Gabon’s Towering Mangroves

2015
2015

Look at a mangrove and it’s clear that it is unlike any other forest type. Roots rise above ground in looping, arching shapes—an adaptation to the low-oxygen soils of subtropical coastal areas. But other aspects of these forests are less obvious, starting with their importance for storing carbon dioxide and keeping it out of the atmosphere.

Research has shown that mangroves account for only 3 percent of global forest cover. However, they happen to be the most carbon-rich type of forest in the tropics. This means that mangrove loss can have a large effect; up to 10 percent of global carbon emissions from deforestation has been attributed to mangroves. (When trees are harvested and die, whether they are burned or eventually rot, their stored carbon is released to the atmosphere.) Because of their importance to the carbon cycle and climate, researchers have been investigating the structure of these forests from the ground, air, and space.

The maps above are the result of one such effort, which uses satellite radar data to model the height of mangrove canopies in Africa. This map, based on a model developed by SeungKuk Lee of NASA’s Goddard Space Flight Center, shows tree canopy heights for 2015 in the vicinity of the Akanda and Pongara national parks in Gabon. The parks span 540 and 929 square kilometers, respectively, and together account for 25 percent of Africa’s protected mangrove area.

Dark greens represent areas where mangrove trees are the tallest. The darkest greens appear in Pongara National Park, where trees tower up to 60 meters (200 feet) in places—some of the tallest mangroves in the world.

Information on the height of mangrove canopies can help scientists estimate things like the total amount of biomass in a forest. That information, in turn, can be used to get more precise estimates of how much carbon is locked up in a mangrove, and how land cover changes are affecting where that carbon ends up.

But mangrove forests are not the same everywhere. Forests across Africa and around the world contain mangroves of various species and structures, with various capacities for storing carbon. Air- and ground-based data are important for helping researchers estimate total mangrove ecosystem carbon stocks in Gabon and around the planet.

NASA Earth Observatory maps by Joshua Stevens, using canopy height data courtesy of SeungKuk Lee/NASA GSFC/NASA Carbon Monitoring Systems. Story by Kathryn Hansen.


#### Exercise brief:
Please reproduce the entries below exactly as they stand, but leave the pictures out.

[Start of section]

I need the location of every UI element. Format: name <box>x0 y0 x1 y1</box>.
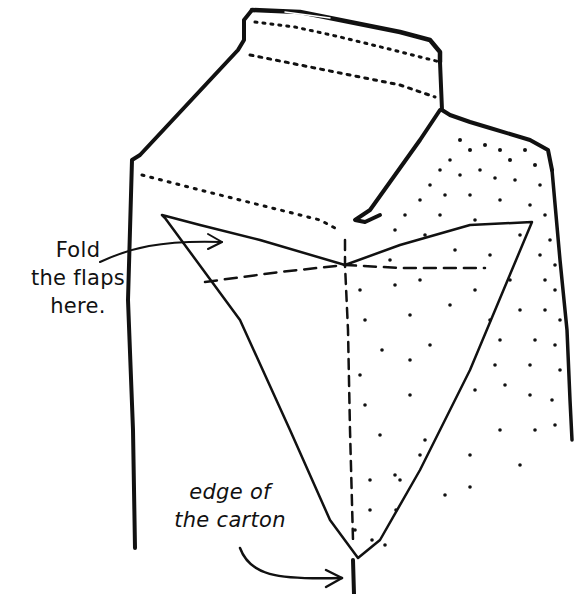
carton-spout <box>355 110 440 222</box>
edge-arrow <box>240 548 342 578</box>
stipple-shading <box>353 138 562 547</box>
fold-line-3: here. <box>8 292 148 320</box>
carton-edge-stub <box>353 560 354 594</box>
edge-line-1: edge of <box>150 478 310 506</box>
fold-flaps-annotation: Fold the flaps here. <box>8 236 148 320</box>
fin-dotted-line-1 <box>255 22 440 62</box>
front-dotted-line <box>142 175 335 228</box>
carton-illustration: Fold the flaps here. edge of the carton <box>0 0 582 594</box>
fin-dotted-line-2 <box>250 55 435 97</box>
center-dashed-edge <box>345 240 353 540</box>
carton-right-edge <box>552 170 572 440</box>
carton-fin-right <box>440 62 552 170</box>
fold-line-2: the flaps <box>8 264 148 292</box>
fold-line-1: Fold <box>8 236 148 264</box>
edge-line-2: the carton <box>150 506 310 534</box>
carton-edge-annotation: edge of the carton <box>150 478 310 534</box>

[End of section]

#### Exercise answer:
I need the location of every UI element. Format: name <box>x0 y0 x1 y1</box>.
carton-spout <box>355 110 440 222</box>
edge-arrow <box>240 548 342 578</box>
stipple-shading <box>353 138 562 547</box>
fold-line-3: here. <box>8 292 148 320</box>
carton-edge-stub <box>353 560 354 594</box>
edge-line-1: edge of <box>150 478 310 506</box>
fold-flaps-annotation: Fold the flaps here. <box>8 236 148 320</box>
fin-dotted-line-1 <box>255 22 440 62</box>
front-dotted-line <box>142 175 335 228</box>
carton-illustration: Fold the flaps here. edge of the carton <box>0 0 582 594</box>
fin-dotted-line-2 <box>250 55 435 97</box>
center-dashed-edge <box>345 240 353 540</box>
carton-right-edge <box>552 170 572 440</box>
carton-fin-right <box>440 62 552 170</box>
fold-line-2: the flaps <box>8 264 148 292</box>
fold-line-1: Fold <box>8 236 148 264</box>
edge-line-2: the carton <box>150 506 310 534</box>
carton-edge-annotation: edge of the carton <box>150 478 310 534</box>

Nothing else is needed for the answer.